Google has laid off more than 200 contractors engaged in refining its artificial intelligence systems, including Gemini and AI Overviews. The job cuts, which occurred in multiple rounds last month, affected workers employed via GlobalLogic and its subcontractors — many of whom were responsible for tuning AI responses and improving chatbot quality.
The impacted teams, known as “super raters,” played a crucial role in shaping AI-generated content by evaluating and correcting responses, improving tone, and aligning outputs with user expectations. Several held advanced degrees and worked across natural language, search summarisation, and conversational AI tools.
Project ramp-down or quiet restructuring?
According to reports, many contractors were notified abruptly, with access revoked without prior warning. Some were told the cuts were due to a “ramp-down” in AI projects, though specific project terminations were not disclosed.
The layoffs come amid Google’s broader push to scale AI investments and streamline its contractor model — a recurring theme in the tech industry as companies expand AI development while reassessing cost structures and team compositions.
A spokesperson for Google clarified that the affected individuals were not direct employees of Alphabet, and that employment conditions are managed by contracting firms. However, the move has reignited concerns about labour protections, especially for workers engaged in critical functions without job stability or visibility into strategic changes.
Tensions over unionisation and working conditions
Some workers alleged that the layoffs may have been linked to informal unionisation discussions and past complaints about low wages. Given their role in training large language models and refining AI interactions, the dismissals have raised red flags within labour rights groups who argue that these roles are essential yet undervalued.
Contractors reported working across Google’s flagship AI tools, including its summarisation feature AI Overviews. Their role involved validating AI outputs for accuracy, tone, and usability — functions that directly impact product quality and user experience.
While Google has not officially linked the cuts to budget constraints or strategy shifts, the timing coincides with rising internal and external pressure on Big Tech companies to improve AI reliability while keeping costs in check.
As generative AI development continues to accelerate, the treatment of behind-the-scenes AI training teams — especially those operating under contract — may become a key issue for tech labour policy and transparency in model development.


YOUR GOAL:
Check each line of the records below and collect those that include the word "tigers".

____

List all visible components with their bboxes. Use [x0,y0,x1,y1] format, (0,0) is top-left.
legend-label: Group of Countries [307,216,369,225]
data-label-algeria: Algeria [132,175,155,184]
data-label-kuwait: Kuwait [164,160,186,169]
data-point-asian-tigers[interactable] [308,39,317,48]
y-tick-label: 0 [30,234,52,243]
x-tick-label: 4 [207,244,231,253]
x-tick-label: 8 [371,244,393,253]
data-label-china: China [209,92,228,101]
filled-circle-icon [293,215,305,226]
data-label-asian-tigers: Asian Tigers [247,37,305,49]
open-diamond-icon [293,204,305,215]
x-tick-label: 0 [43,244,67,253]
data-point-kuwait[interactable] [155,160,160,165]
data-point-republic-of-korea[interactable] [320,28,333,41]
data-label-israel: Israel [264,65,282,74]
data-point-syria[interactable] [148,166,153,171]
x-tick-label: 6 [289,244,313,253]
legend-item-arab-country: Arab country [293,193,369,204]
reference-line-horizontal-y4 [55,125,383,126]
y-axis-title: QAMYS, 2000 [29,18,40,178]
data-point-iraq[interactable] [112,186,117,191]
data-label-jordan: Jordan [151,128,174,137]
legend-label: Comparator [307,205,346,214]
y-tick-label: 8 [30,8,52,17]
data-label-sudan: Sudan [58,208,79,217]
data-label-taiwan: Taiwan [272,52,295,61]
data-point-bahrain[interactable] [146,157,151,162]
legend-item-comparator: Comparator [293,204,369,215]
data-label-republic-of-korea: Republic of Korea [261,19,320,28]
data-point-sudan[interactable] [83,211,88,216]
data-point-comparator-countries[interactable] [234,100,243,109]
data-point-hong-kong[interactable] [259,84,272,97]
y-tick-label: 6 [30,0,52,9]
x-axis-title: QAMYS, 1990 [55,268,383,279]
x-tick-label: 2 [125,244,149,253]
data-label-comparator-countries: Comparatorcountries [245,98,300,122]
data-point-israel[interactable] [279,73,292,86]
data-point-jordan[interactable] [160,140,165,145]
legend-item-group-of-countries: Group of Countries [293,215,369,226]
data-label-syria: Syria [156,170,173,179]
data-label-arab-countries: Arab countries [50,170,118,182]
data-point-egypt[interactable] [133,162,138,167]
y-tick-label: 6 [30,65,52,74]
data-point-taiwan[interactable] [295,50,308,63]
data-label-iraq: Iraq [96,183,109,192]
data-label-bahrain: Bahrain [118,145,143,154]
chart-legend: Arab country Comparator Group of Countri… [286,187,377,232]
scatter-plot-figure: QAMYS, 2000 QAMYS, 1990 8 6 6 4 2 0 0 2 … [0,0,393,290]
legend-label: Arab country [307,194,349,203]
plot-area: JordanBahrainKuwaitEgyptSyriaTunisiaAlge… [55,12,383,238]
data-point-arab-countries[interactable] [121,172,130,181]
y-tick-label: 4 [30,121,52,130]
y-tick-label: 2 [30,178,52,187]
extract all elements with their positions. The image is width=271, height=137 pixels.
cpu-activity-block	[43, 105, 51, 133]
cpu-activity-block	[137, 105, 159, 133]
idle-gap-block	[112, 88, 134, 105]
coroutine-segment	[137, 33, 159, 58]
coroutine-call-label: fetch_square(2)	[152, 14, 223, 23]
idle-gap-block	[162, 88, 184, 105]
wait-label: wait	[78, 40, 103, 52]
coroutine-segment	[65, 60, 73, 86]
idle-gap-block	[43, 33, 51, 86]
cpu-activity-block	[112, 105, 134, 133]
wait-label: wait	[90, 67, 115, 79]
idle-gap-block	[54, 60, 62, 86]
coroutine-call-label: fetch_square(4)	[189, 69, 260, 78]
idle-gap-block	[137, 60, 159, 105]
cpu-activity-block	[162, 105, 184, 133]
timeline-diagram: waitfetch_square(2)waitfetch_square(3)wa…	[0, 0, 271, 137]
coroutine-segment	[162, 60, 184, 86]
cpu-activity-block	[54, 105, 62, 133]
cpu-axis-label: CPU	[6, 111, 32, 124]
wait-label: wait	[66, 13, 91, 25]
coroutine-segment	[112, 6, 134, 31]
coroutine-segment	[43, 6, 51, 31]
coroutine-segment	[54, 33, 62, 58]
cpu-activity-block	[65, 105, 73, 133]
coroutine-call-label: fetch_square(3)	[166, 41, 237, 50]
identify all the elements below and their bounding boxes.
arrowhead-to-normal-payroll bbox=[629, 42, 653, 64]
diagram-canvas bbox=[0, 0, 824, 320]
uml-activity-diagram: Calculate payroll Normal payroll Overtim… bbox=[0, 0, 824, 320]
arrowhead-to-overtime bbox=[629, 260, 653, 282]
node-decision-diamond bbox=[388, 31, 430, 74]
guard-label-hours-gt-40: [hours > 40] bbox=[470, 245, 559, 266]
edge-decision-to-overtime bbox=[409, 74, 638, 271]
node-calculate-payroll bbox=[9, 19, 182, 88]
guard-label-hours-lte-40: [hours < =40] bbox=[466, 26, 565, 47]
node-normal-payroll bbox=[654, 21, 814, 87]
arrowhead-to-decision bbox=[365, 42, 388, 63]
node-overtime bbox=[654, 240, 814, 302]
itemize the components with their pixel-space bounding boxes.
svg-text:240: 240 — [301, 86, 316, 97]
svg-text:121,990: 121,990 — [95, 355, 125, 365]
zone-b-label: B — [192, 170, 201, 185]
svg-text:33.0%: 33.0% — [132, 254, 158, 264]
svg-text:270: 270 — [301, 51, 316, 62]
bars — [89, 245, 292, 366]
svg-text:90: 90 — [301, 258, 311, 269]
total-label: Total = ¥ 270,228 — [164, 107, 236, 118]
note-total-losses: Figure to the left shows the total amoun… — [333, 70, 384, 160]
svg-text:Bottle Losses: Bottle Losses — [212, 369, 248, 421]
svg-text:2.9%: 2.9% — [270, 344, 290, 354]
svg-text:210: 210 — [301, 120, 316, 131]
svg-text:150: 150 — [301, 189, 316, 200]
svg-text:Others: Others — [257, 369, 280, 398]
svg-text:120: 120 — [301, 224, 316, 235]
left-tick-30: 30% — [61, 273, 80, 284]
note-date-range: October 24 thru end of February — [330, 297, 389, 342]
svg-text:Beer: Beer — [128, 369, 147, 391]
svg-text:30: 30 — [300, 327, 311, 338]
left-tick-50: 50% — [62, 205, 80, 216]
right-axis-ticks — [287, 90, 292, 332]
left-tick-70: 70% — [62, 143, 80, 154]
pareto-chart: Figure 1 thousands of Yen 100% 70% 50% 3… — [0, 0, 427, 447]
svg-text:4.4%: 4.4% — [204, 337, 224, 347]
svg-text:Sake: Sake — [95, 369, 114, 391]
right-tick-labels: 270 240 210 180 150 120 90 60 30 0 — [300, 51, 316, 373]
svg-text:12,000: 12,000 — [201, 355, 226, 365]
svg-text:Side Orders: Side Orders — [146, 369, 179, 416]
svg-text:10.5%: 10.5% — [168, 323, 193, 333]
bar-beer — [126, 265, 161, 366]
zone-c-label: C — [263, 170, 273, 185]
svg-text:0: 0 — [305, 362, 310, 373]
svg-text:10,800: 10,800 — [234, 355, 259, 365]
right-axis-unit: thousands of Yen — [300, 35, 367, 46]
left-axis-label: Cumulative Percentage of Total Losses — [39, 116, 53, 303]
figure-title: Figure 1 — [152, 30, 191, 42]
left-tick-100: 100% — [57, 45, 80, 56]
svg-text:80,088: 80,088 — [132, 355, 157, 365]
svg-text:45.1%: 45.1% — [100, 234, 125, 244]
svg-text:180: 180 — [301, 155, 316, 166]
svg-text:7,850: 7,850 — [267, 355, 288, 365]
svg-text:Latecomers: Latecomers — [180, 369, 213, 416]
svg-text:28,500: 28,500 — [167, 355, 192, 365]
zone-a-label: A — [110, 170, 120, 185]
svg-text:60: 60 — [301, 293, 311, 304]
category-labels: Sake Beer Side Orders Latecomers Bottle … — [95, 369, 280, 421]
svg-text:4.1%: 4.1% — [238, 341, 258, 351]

____

TASK SOLUTION:
data-point-asian-tigers[interactable] [308,39,317,48]
data-label-asian-tigers: Asian Tigers [247,37,305,49]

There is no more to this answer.